I can imagine some hurdles related to the backchannel:
- The techno-gap. Maybe I just move in different circles, but most professionals I know don’t have a wireless laptop or smart phone they take to every conference. Many don’t read blogs, let alone have them. So a backchannel leaves them outside the door, and a public backchannel distracts them, annoys them, or both.
- The learning curve. As I keep reminding people, there are about 5 million people on Twitter; there are about 12 million families in the U.S. that own pet birds. So most people haven’t seen it, let alone used it, let alone get it. (You were that way once yourself, unless you’re a Social Media Guru; that title causes usage amnesia.)
- The social context: do you add to the backchannel while in a room of 30 people? A group of 12? Sitting at a table with five others in breakout activity?
I have a presentation coming up, so these aren’t just abstractions.
Backchannel stream photo by Tom Purvis.
Expert visual by cogdogblog / Alan Levine.
The language of learning, or, content with context
February 23rd, 2009
I read once that in ancient Greece, the equivalent of “it’s Greek to me” was “it sounds like Hebrew.” I’ve never found documentation of that, although Mark Liberman at Language Log recently presented a chart showing a complex of “it’s X to me” relationships–e.g., Romanians think it’s Turkish, Turks think it’s French, and lots of people think it’s Chinese.
Which leads to the ChinesePod blog and Ken Carroll’s latest post, Learning from Context. The language-learning approach at ChinesePod (and its siblings for learning French, Spanish, Italian, and English) doesn’t start with vocabulary lists and grammar rules. Ken’s post helps explain why–and relates well to other kinds of learning. He offers five reasons for a focus on context:
Context shows, it doesn’t tell. Outside of academia, when someone says you’re getting into semantics, it’s usually not a compliment. In part that’s because they seem to be looking for overly discrete separation of meaning. Showing words in context — like, say, showing good customer service in context — helps people understand how things work in real human interaction.
Context makes it natural. No traditional language course will prepare you to say to the waiter, “She’s the broiled scallops; I’m the tuna.” (Baeed on an example Ken cites from John Pasden.)
Context goes beyond semantic meaning. I’ll let Ken do the talking here:
In linguistics, the relationship between context and meaning is known as pragmatics.
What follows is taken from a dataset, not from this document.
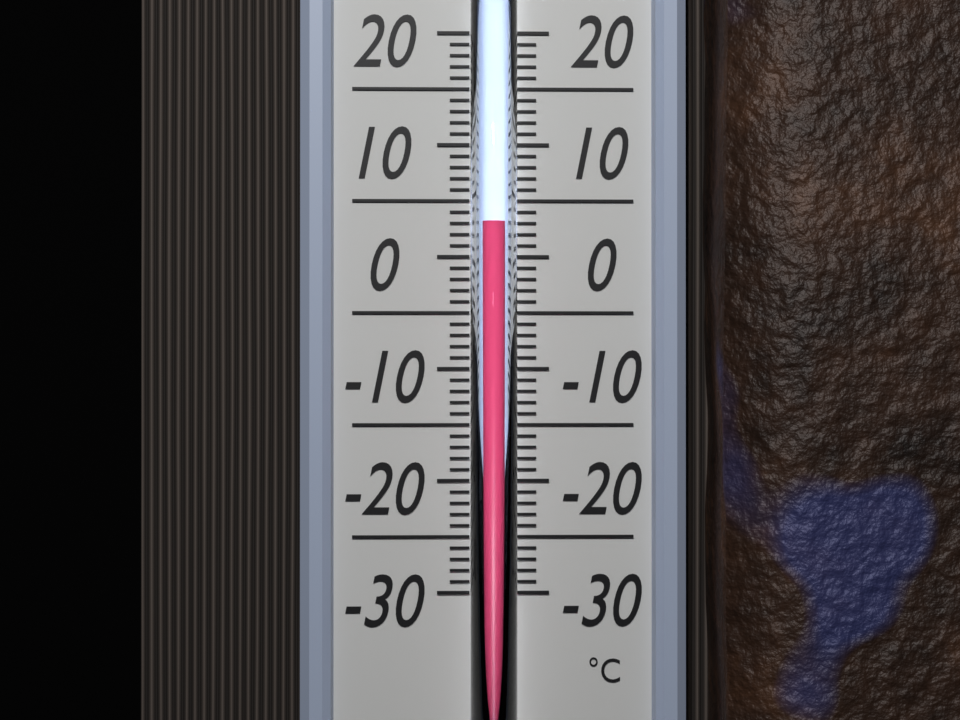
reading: 3 °C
If semantics are concerned with what words mean, then pragmatics are concerned with what speakers mean. The fact is that literal explanations of what words mean are neither inherently interesting, nor remotely memorable…
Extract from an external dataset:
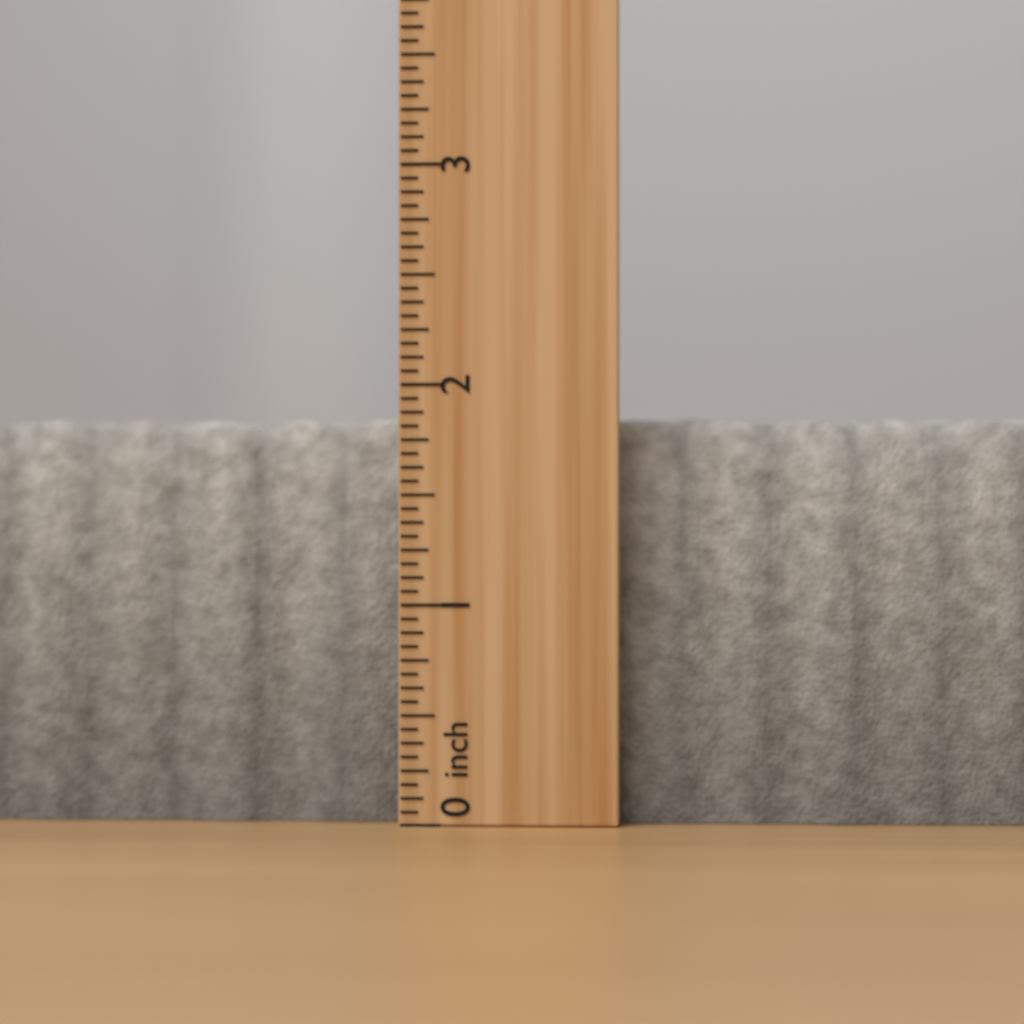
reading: 1.8750 inch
Far better to… [let] the learner figure out the meaning for herself, since she already knows what most of the concepts are…The learner figures out meaning by focusing on what speakers mean, which is why drama, sound effects, etc., can be so effective.
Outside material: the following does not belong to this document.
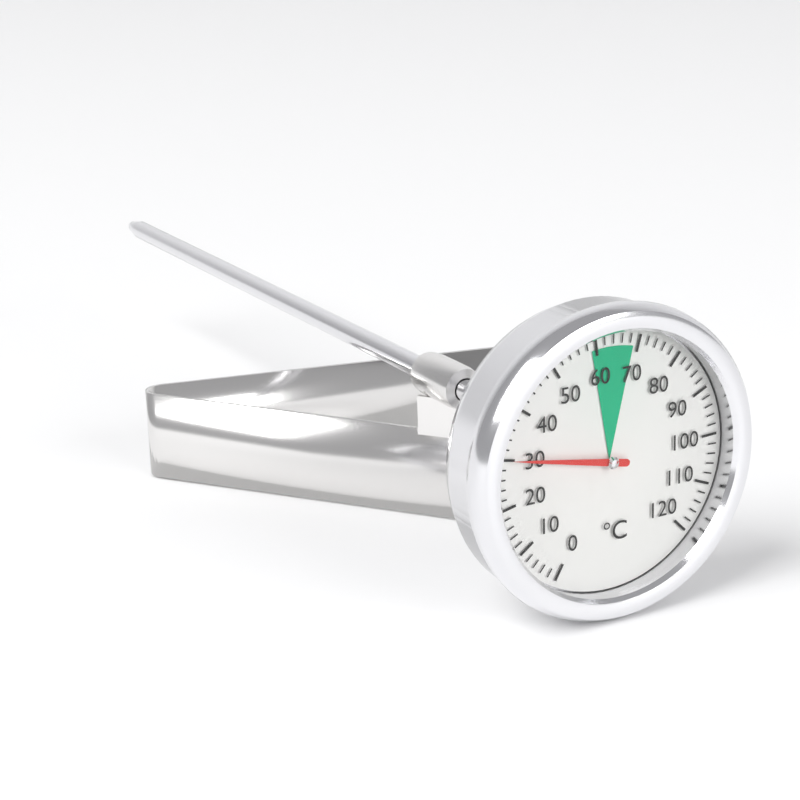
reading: 30 °C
Context leverages pragmatics. Think of the many meanings for “That’s some outfit you’re wearing!”
For beginning language learners, you might put that into a literal context, or into an easily-perceived, non-literal one. As Ken says, this can open up “a world of inference, subtlety, and color.”
None of this is to say that semantics don’t matter. To speak French, for example, sooner or later you have to know that adjectives agree in number and gender with the nouns they modify (le cheval blanc [the white horse], la Maison Blanche [the White House]).
But few beginners come to a language thinking, “All right! I’m going to learn number and gender.” Instead, from the start they envision contexts: I want to order lunch in Lyon, I want to do business in Québec, I want to get a date in Paris.
And the final point: you can use different types of context. Ken gives an example of social context based on the relationship between speakers. In a job-related setting, you might have a context related to a specific field (like information technology), or to a specific process (like manufacturing), or to an economic setting (like domestic versus international marketing).